After expanding .omnibot, you should normally see these directories:
/workspace
`-- .omnibot/
|-- agent/
|-- attachments/
|-- browser/
|-- memory/
|-- models/
|-- offloads/
|-- pets/
`-- shared/Confirm that:
- The workspace page opens.
- The path shows
/workspace. .omnibot/can be expanded.agent,attachments,browser,memory,models,offloads,pets, andsharedhave been generated.- There is no persistent initialization failure prompt.
If the workspace cannot open, or .omnibot is not generated after a long wait, check storage permissions and first initialization status. When the workspace is not ready, attachments, memory, browser data, local models, and some file processing capabilities are affected.
Step 7: Validate one minimal execution path
Do not test complex automation yet. First run one minimal task from the chat page. Start with something that does not depend on an external app:
- Enter a simple request.
- Watch whether tool activity, execution cards, or status changes appear.
- Check whether the response reflects the current page, workspace, or permission status.
- If the request involves phone operation, observe whether accessibility and overlay permissions are actually used.
Recommended test tasks
- "Summarize what actions are available on the current screen."
- "Open the workspace and tell me what files are there."
- "List the installed skills."
- "Check which Omnibot permissions are not enabled yet."

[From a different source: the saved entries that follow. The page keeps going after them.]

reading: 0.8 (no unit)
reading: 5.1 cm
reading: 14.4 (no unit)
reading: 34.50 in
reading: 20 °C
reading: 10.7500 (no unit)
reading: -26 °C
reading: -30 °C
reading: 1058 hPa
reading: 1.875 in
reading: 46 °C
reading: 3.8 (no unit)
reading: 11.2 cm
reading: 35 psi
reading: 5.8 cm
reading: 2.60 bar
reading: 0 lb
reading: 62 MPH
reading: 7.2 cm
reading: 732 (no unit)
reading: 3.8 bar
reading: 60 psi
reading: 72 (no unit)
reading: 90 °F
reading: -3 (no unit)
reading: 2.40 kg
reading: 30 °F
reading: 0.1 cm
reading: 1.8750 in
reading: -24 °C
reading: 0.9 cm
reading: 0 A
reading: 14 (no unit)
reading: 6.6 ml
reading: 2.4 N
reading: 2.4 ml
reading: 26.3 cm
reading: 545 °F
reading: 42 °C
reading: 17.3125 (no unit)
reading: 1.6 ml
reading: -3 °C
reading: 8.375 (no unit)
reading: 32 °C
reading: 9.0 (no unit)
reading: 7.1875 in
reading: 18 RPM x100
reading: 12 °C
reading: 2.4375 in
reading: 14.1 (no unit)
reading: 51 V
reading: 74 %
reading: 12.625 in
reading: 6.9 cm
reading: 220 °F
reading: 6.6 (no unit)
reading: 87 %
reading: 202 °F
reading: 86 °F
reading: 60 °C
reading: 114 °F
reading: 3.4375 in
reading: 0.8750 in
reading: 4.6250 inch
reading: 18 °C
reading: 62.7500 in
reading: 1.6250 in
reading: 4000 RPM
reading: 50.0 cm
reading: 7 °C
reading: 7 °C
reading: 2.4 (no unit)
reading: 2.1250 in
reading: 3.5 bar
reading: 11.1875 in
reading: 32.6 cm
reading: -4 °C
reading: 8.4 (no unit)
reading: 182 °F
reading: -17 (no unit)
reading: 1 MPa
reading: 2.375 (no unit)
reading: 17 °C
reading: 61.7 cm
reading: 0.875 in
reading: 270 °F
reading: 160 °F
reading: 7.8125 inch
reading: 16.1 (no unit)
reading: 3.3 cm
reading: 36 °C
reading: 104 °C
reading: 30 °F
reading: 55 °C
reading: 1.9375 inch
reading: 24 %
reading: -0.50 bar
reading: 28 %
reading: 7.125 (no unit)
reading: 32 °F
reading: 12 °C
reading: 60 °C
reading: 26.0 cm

A successful minimal path usually means Omnibot understands the task, calls the corresponding tool or page capability, and finally returns a result that matches the current device state.
If it can chat normally but does not execute actions, check the Operation scene model, accessibility permission, and overlay permission first. If it cannot even reply, check the Provider, API Key, Base URL, and Agent scene binding first.
Step 8: Enable advanced capabilities gradually
After the base path works, enable stronger capabilities one by one:
- Local models
- Skill store
- Scheduled tasks
- Local MCP service
- Remote MCP tools
- WebChat or Browser Mirror
Enable only one capability category at a time and run a small validation after each change. For example, install one lightweight skill and then verify the workspace; enable local MCP and then visit the health check; download one local model and then test model service status.
This way, if Omnibot runs into a problem, you will know which layer changed most recently.
Next, read Model and Scene Setup to continue refining remote models, local models, and scene responsibilities.